An able article is contributed by Prof. Farlow on "Potato Rot," which is illustrated, and one by Prof. Slade on "The Importance of the Study of Applied Zoölogy to the Practical Agriculturist."

Second Geological Survey of Pennsylvania, 1874. Preliminary Report on the Mineralogy of Pennsylvania. By F. A. Genth. With an Appendix on the Hydrocarbon Compounds, by Samuel P. Sadtler. Harrisburg: Published by the Board of Commissioners for the Second Geological Survey, 1875.

This report by Prof. Genth, to be followed by a thorough work on the mineralogy of the State, is an excellent hand-book of the minerals of Pennsylvania, and of their localities. Most of the minerals of the State are fully and clearly described, and their analyses, many of which are new, are given. The system of classification adopted is that of Prof Dana, and the report, although submitted as a preliminary one, is indispensable to every student of the mineralogy of Pennsylvania. The report contains a topographical map of the State, and its general thoroughness is shown in its elaborate index.


PUBLICATIONS RECEIVED.

The Better Way: an Appeal to Men. By A. E. Newton. New York: Wood & Holbrook. Pp. 48.

Primer of Political Economy. By A. B. Mason and J. J. Lalor. Chicago: Jansen, McClurg & Co. Pp. 67. Price, 75 cents.

Views and Interviews on Journalism. By Charles F. Wingate. New York: F. B. Patterson. Pp. 3/2.

Geological Survey of Indiana, 1874. By E. T. Cox. Pp. 287. Four Maps.

German Classics. Die Piccolomini; edited by J. M. Hart. New York: Putnams. Pp. 250. Price, $1.25.

Contributions to the Laboratory of the Missouri State University. By P. Schweitzer, Ph.D. Pp. 38.

Notes on Certain Explosive Agents. By W. N. Hill, S. B. Boston: John Allen. Pp. 71. Price, $1.00.

Accidents, Emergencies, and Poisons. Pp. 126. Also, Care of the Sick. Pp. 72. Published for free distribution by the Mutual Life Insurance Company of New York,

Preventive Medicine. An Address. By Charles C. F. Gay, M.D. Pp. 12.

The Clinical Thermoscope. By E. Seguin, M.D. Pp. 8. New York: Putnams.

Pseudomorphs of Chlorite after Garnet. By R. Pumpelly. With a Plate. Pp. 4.

Affairs at Red Cloud Agency. By Prof. O. C. Marsh. Pp. 38.

Proceedings at the Eighth Annual Meeting of the Free Religious Association. Boston: Cochrane & Sampson. Pp. 79. Price 35 cents.

Bacteria. By L. A. Stimson, M. D. New York: D. Appleton & Co. Pp. 34.

Examination of Gases from the Meteorite of February 12, 1875. By A. W Wright. Pp. 6.

Report on Trichinosis.

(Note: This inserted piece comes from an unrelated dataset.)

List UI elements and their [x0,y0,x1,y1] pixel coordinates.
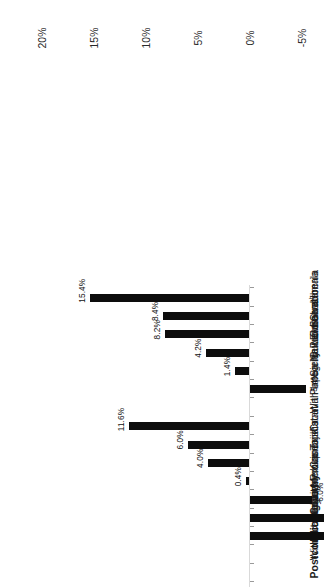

By G. Sutton, M.D. Pp. 23.

Catalogue of American, British, German, and French Periodicals. New York: E. Steiger, 22 Frankfort Street. Pp. 16.

On a Fœtal Manatee and Cetacean. By Prof. B. G. Wilder. Pp. 11.

The Age of Ice in Britain. By Prof. Geikie. Pp. 32. Also, Insects of the Forest. By A. S. Packard, Jr. Pp. 32. Boston: Estes & Lauriat. Price, 25 cents each.